Finally, finally, finally I caught up with this film depicting the struggle of British women for the vote some 100 years ago, and by an accident of timing, on US Election Day of all days. I have been prepping by reading up on Sylvia Pankhurst, the radical activist branch of the famous family. Ironically, Sylvia does not appear in the film, and Emmeline's much vaunted appearance (courtesy of the venerable Meryl Streep) amounts to one striking speech and then a quick getaway.
A curious beast, this Suffragette. The lead character is a fictionalised launderess in Bethnal Green, played by Carey Mulligan, who is radicalised both by her grinding poverty and social inequities, as well as her associations with suffrage agitators, including Mrs. Pankhurst. Making a working-class woman the protagonist is to be applauded, but in fact, Mrs. Pankhurst was not at all interested in class struggle and specifically withdrew her WSPU organisation from the East End. It was her daughter Sylvia who was devoted to getting the East End involved in the struggle, who made common cause with the nascent Labour Party and who had a life-long intersectional political outlook. Her acknowledgement in Suffragette is limited to one comment by a male character that "Even Sylvia doesn't approve of the violence." No, she didn't, but she had a lot more to offer than that.
Well, what is in the film? Several real-life suffragettes, including the martyred Emily Wilding Davison (Natalie Press), who flits in and out of the film, arriving in a prison scene and departing via her confrontation with the King's horse at the Derby. In between, we learn precisely nothing about her politics, her life, her reasoning. Nothing except that she hands Maud a book she has received from the suffragette/pharmacist Edith Ellyn (a delightfully arch Helena Bonham Carter), who I am intrigued to learn was a real person. Must read up on her.
While I got fired up watching the women venting their spleen by smashing shop windows in Oxford Street and blowing up pillar boxes, I felt there wasn't nearly enough depiction of this in the film, especially as it spends no time discussing their politics, perhaps reasoning that "votes for women" is self-explanatory. But, it isn't, as the split between the Pankhursts makes evident. Votes for which women? In the end, we are left with a dignified procession for Davison and a scrolling list of countries granting the right to women. The film feels very much like an exercise designed to be used as a teaching tool about equality. This may also explain the downplaying of the violence experienced by the protesters on the streets as well as in the prisons. There is only one depiction of force-feeding, suffered by Maud. While it is awful, it is nowhere near as harrowing as that shown in The Baader-Meinhof Complex, for example. Clearly, the filmmakers wanted that 12A rating.
The film's heart is clearly with the downtrodden women suffering degradation and belittlement at the hands of violent husbands (Anne-Marie Duff's Violet bears the brunt of this depiction) and sexual harassing bosses (Maud's intervention in this regard is curiously underplayed). It could have been much, much more.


Your goal: Among the lines of the listing below, retype exactly those from the one containing "Surround man with a bounding box." through the one containing "<item>tree</item> bbox?", both included. Do not include pictures.

+++ Source material

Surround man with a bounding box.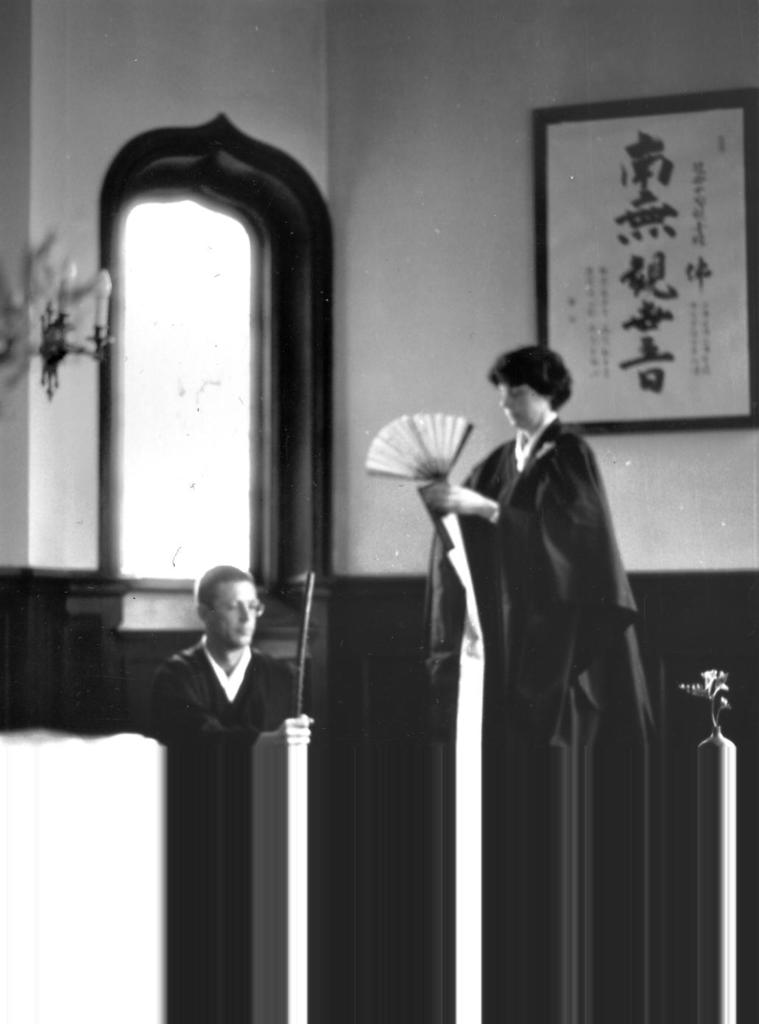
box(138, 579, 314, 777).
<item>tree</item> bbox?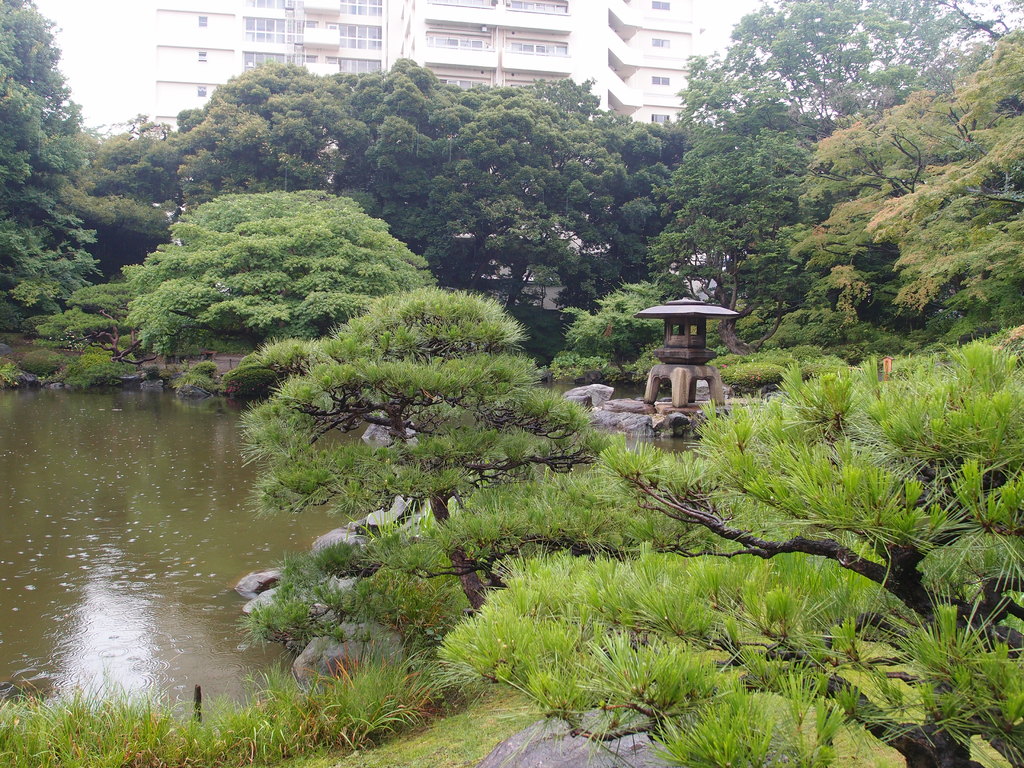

++++++
+++ Source material

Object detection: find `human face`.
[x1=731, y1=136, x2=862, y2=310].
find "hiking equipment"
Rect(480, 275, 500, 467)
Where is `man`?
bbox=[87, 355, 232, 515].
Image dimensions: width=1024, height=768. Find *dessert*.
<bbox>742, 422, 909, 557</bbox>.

++++++

Solution to the exercise:
Surround man with a bounding box.
box(138, 579, 314, 777).
<item>tree</item> bbox?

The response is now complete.